Thursday, November 18, 2010

Last Christmas my sister got be a bunch of Stanislaw Lem books and recently I've been reading The Cyberiad. It's a bunch of loosely tied together short stories but they're hilarious. It's really more of a space fantasy than science fiction, because the science parts of it are mostly just technobabble. Lots of math jargon is thrown in without being at all relevant and I could see it being distracting or confusing if you don't recognize that it's not supposed to make sense. I'm only about a quarter of the way through the book, but my favorite story so far is about the invention of a computer that writes poetry:

"What, those aren't decent poems?" protested Klapaucius.
"Certainly not! I didn't build a machine to solve ridiculous crossword puzzles! That's hack work, not Great Art! Just give it a topic, any topic, as difficult as you like..."
Klapaucius thought, and thought some more. Finally he nodded and said:
"Very well. Let's have a love poem, lyrical, pastoral, and expressed in the language of pure mathematics. Tensor algebra mainly, with a little topology and higher calculus, if need be. But with feeling, you understand, and in the cybernetic spirit."
"Love and tensor algebra? Have you taken leave of your senses?" Turl began, but stopped, for his electronic bard was already declaiming:

Come, let us hasten to a higher plane,
Where dyads tread the fairy fields of Venn,
Their indices bedecked from one to n,
Commingled in an endless Markov chain!

Come, every frustum longs to be a cone,
And every vector dreams of matrices.
Hark to the gentle gradient of the breeze:
It whispers of a more ergodic zone.

In Riemann, Hilbert or in Banach space
Let superscripts and subscript go their ways.
Our asymptotes no longer out of phase,
We shall encounter, counting, face to face.

I'll grant thee random access to my heart,
Thou'lt tell me all the constants of thy love;
And so we two shall all love's lemmas prove,
And in our bound partition never part.

For what did Cauchy know, or Christoffel,
Or Fourier, or any Boole or Euler,
Wielding their compasses, their pens and rulers,
Of thy supernal sinusoidal spell?

Cancel me not - for what then shall remain?
Abscissas, some mantissas, modules, modes,
A root or two, a torus and a node:
The inverse of my verse, a null domain.

Ellipse of bliss, converge, O lips divine!
The product of our scalars is defined!
Cyberiad draws nigh, and the skew mind
Cuts capers like a happy haversine.

I see the eigenvalue in thine eye,
I hear the tender tensor in thy sigh.
Bernoulli would have been content to die,
Had he but known such a squared cos 2 fie!

The computer poet goes on to outdo poets worldwide, cause mass suicides, induce weeping in a force eventually sent to shut it down, and then cause supernovas in nearby stars after it is shipped to a distant galaxy.

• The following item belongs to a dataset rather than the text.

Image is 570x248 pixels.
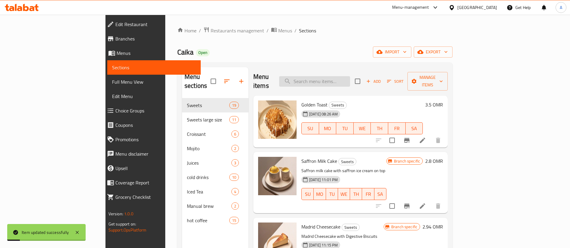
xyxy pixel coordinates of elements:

It's interesting that the poem manages to rhyme in English even though the story is translated from Polish. I wonder how much the translator messed with it.

(from a Eurogamer article quoting a game developer talking about retailers and downloadable content)
"Actually, you need them to get to the stage where they stock the box. It's not inconceivable that you're going to ask them to give the box away at some point in time. But then, they participate to an extent in the subsequent DLC exploitation." Ah, exploitation. How we've missed you.